PradaPretty
New member
I started thinking about this last summer when Ponyo was released. Everyone at my school's anime club loves Miyazaki, and everyone wanted to see Ponyo. Yet for some reason, I was the one of the only people who had gone to see it. Clearly the movie had an interested audience larger than its box-office would lead you to believe, so why weren't they lining up for it? Accessibility was not an issue this time around unlike with other anime theatrical releases; at least eight theaters in my area were showing it. So why weren't people who wanted to go going? Then the answer occurred to me: my classmates, the generation that makes up a good chunk of the anime fandom in America, mostly can't drive yet and mostly aren't making any money. Do they go to the movies fairly often? Yes, but it's almost always with their parents.

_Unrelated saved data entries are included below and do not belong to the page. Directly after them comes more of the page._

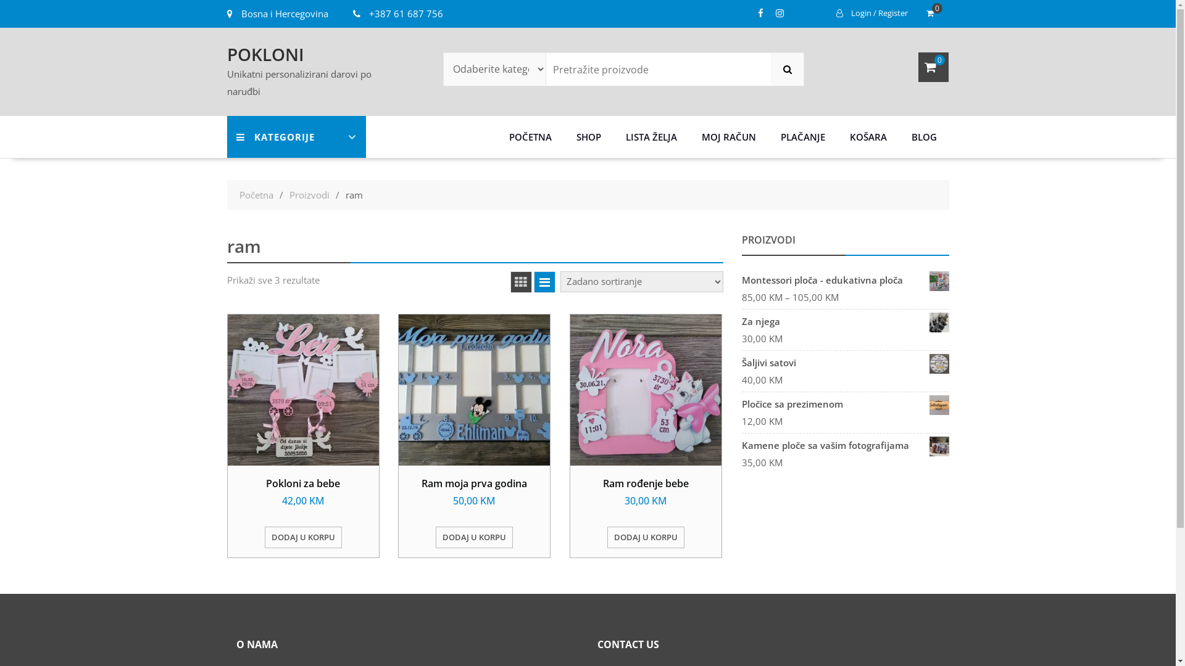 The width and height of the screenshot is (1185, 666). I want to click on Za njega, so click(845, 321).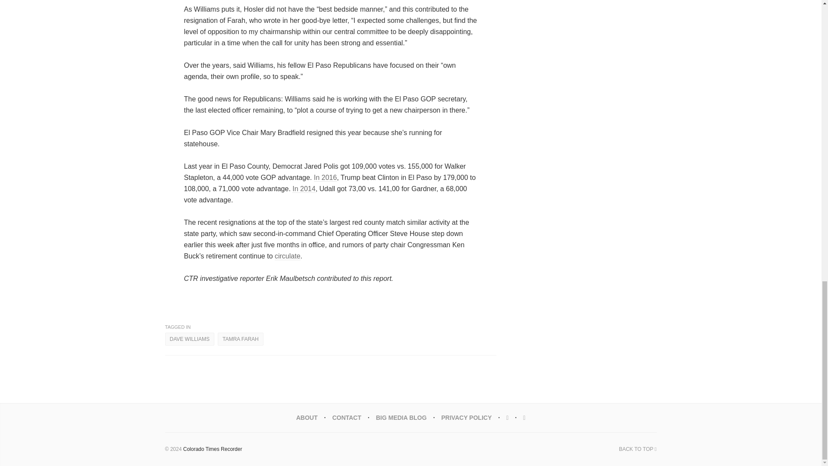  I want to click on In 2016, so click(325, 178). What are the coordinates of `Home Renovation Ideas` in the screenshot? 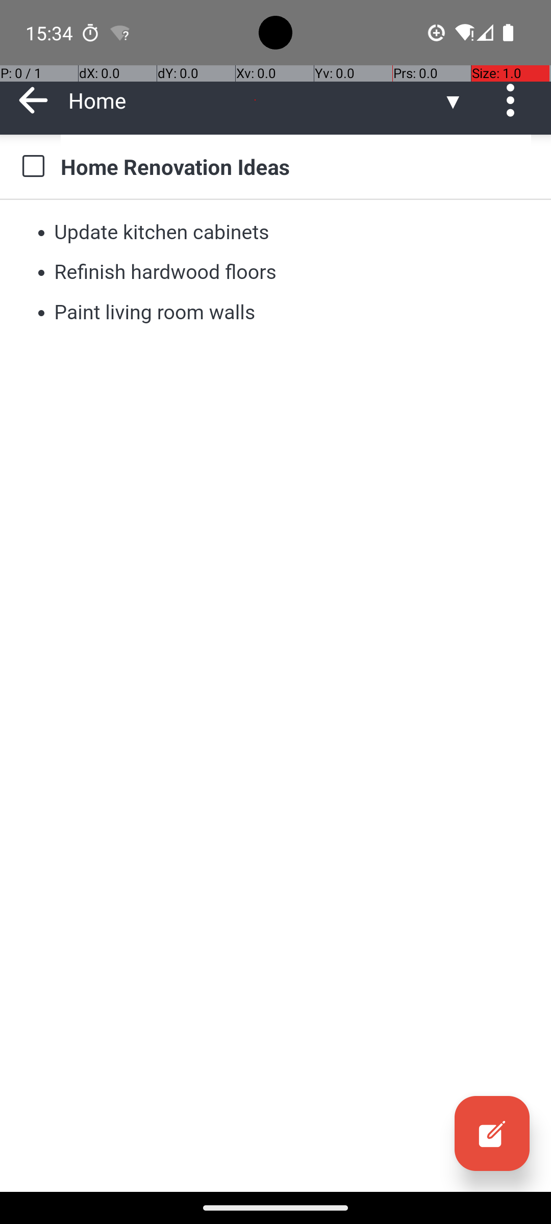 It's located at (296, 166).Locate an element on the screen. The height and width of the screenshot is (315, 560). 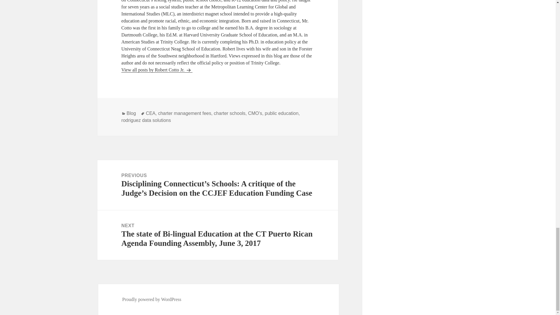
Blog is located at coordinates (131, 114). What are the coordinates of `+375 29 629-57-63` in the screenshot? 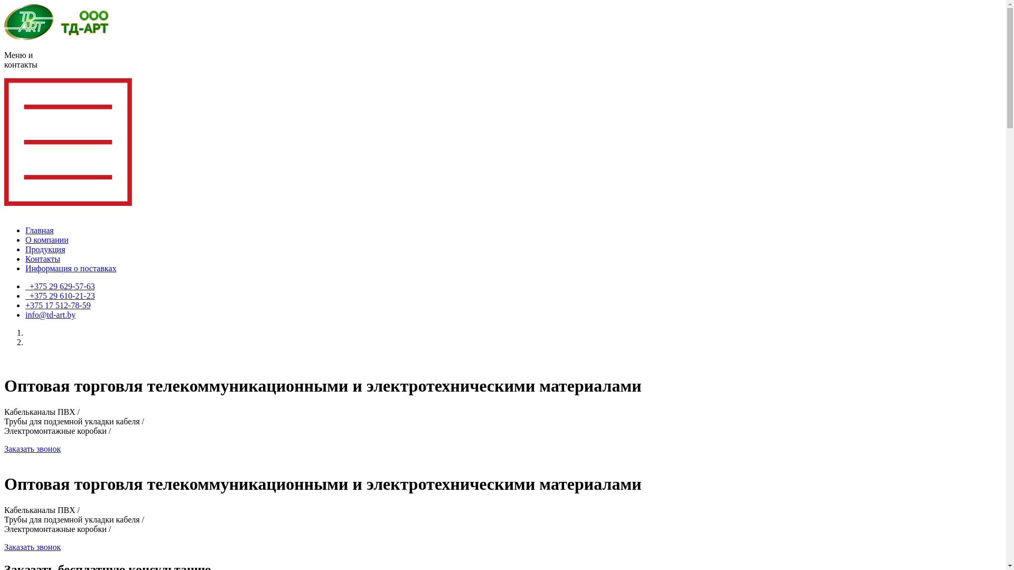 It's located at (60, 286).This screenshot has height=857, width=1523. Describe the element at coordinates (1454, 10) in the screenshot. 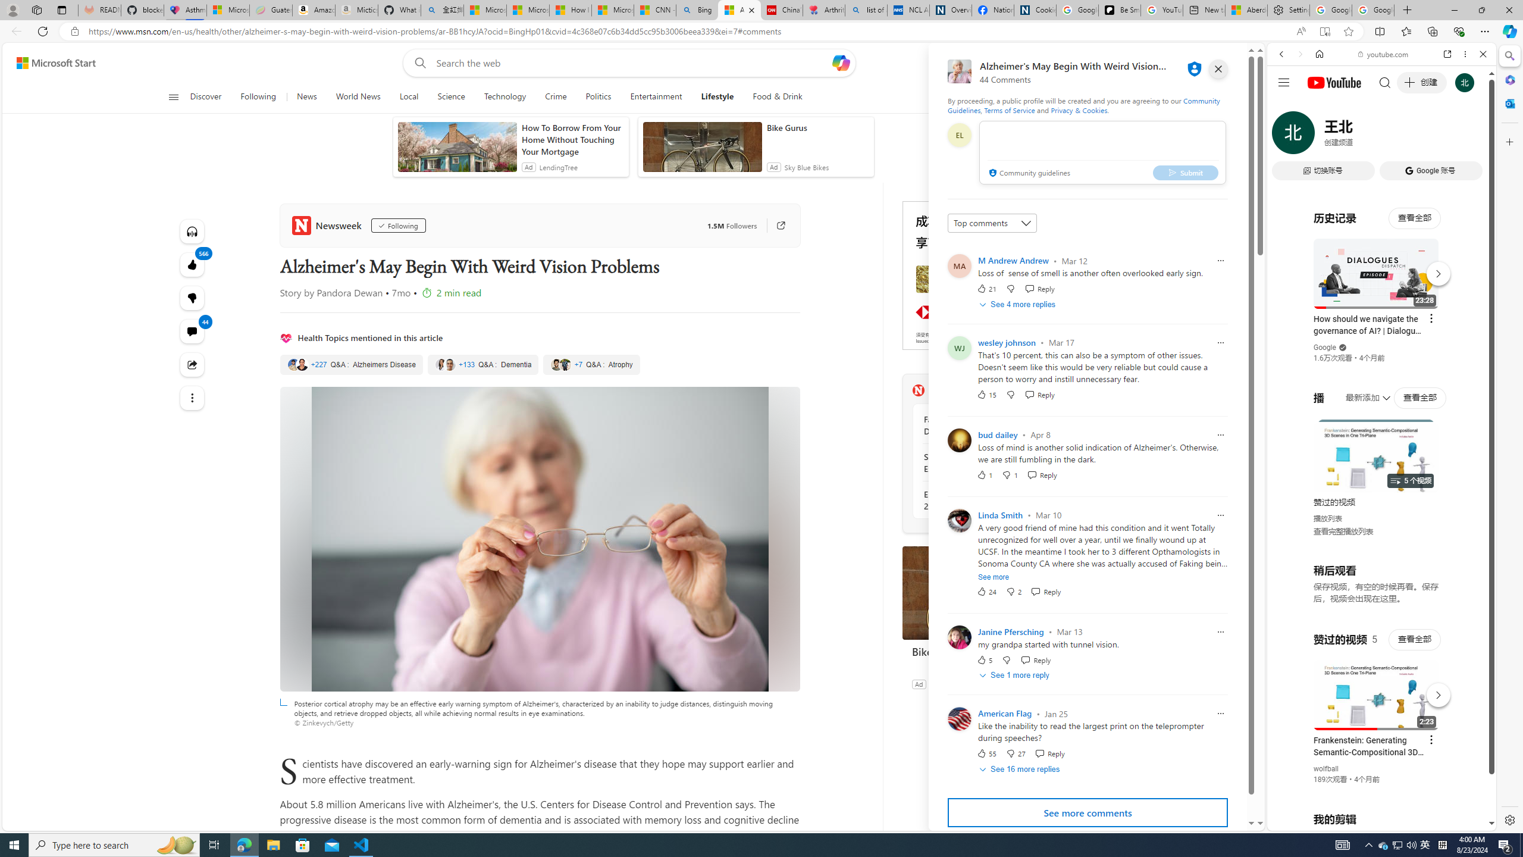

I see `Minimize` at that location.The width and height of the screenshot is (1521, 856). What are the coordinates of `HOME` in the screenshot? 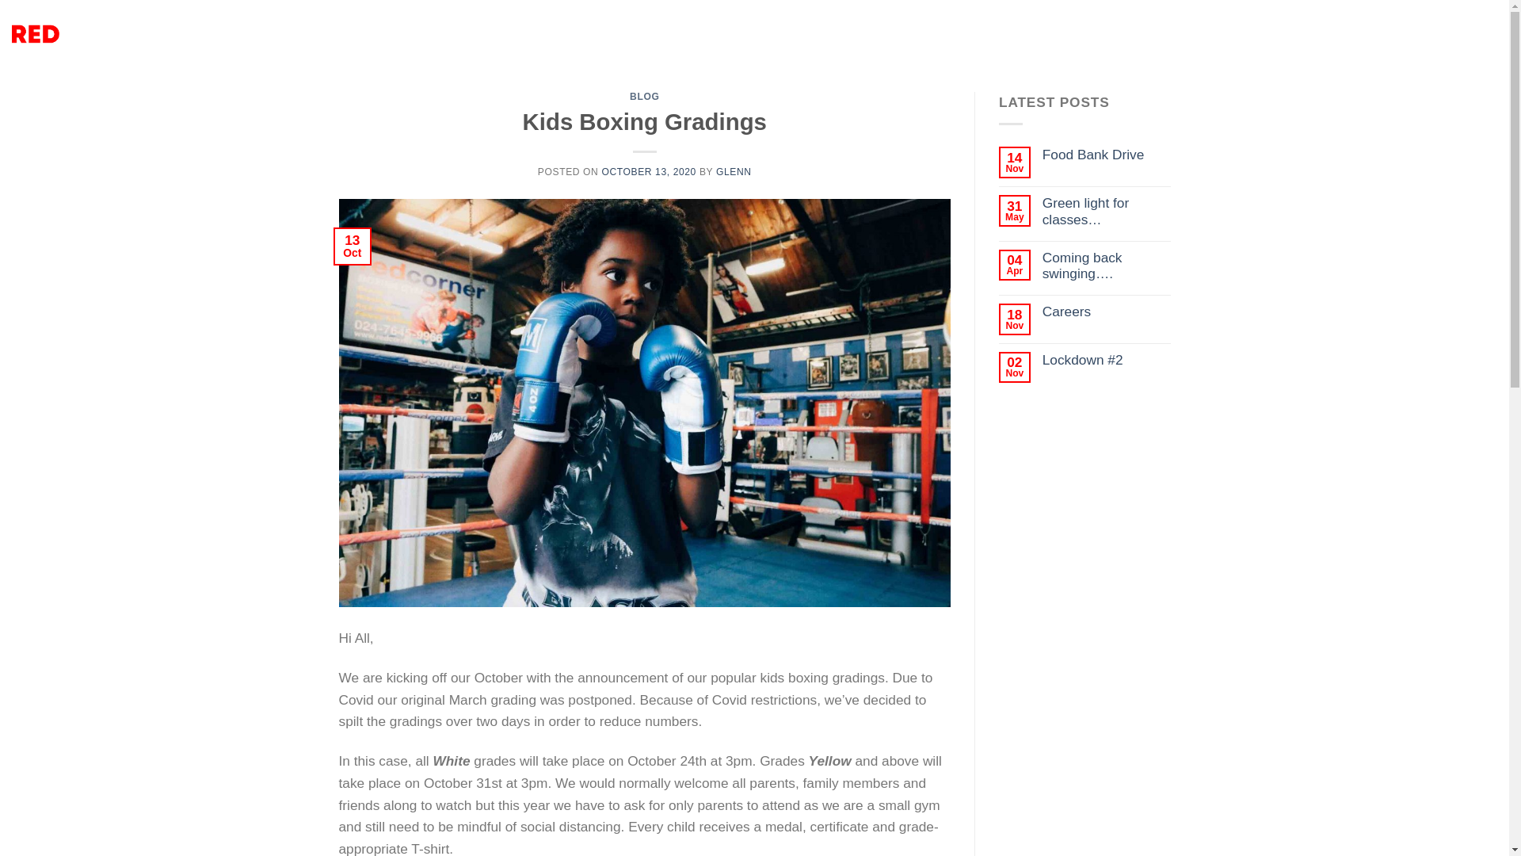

I went to see Ponyo with my parents, but the difference between me and most of my classmates is that my parents actually wanted to see it. My mom will give pretty much any anime a chance and my dad knows enough about the medium to figure out what he'd be interested in. That my anime DVD collection is far larger than pretty much any of my frienRAB is largely due to the fact my parents are into anime as well as I am: they'll buy shows with their own money, they'll chip in when I need help to purchase something really good, they know what anime I want when it's time for my birthday or Hannukah. That I never developed much of a downloading habit is because I never needed to. That many of my frienRAB have is because it's pretty much the only thing they have outside of rare TV broadcasts and the recent trend of legal (though not necessarily profitable for the industry) streams.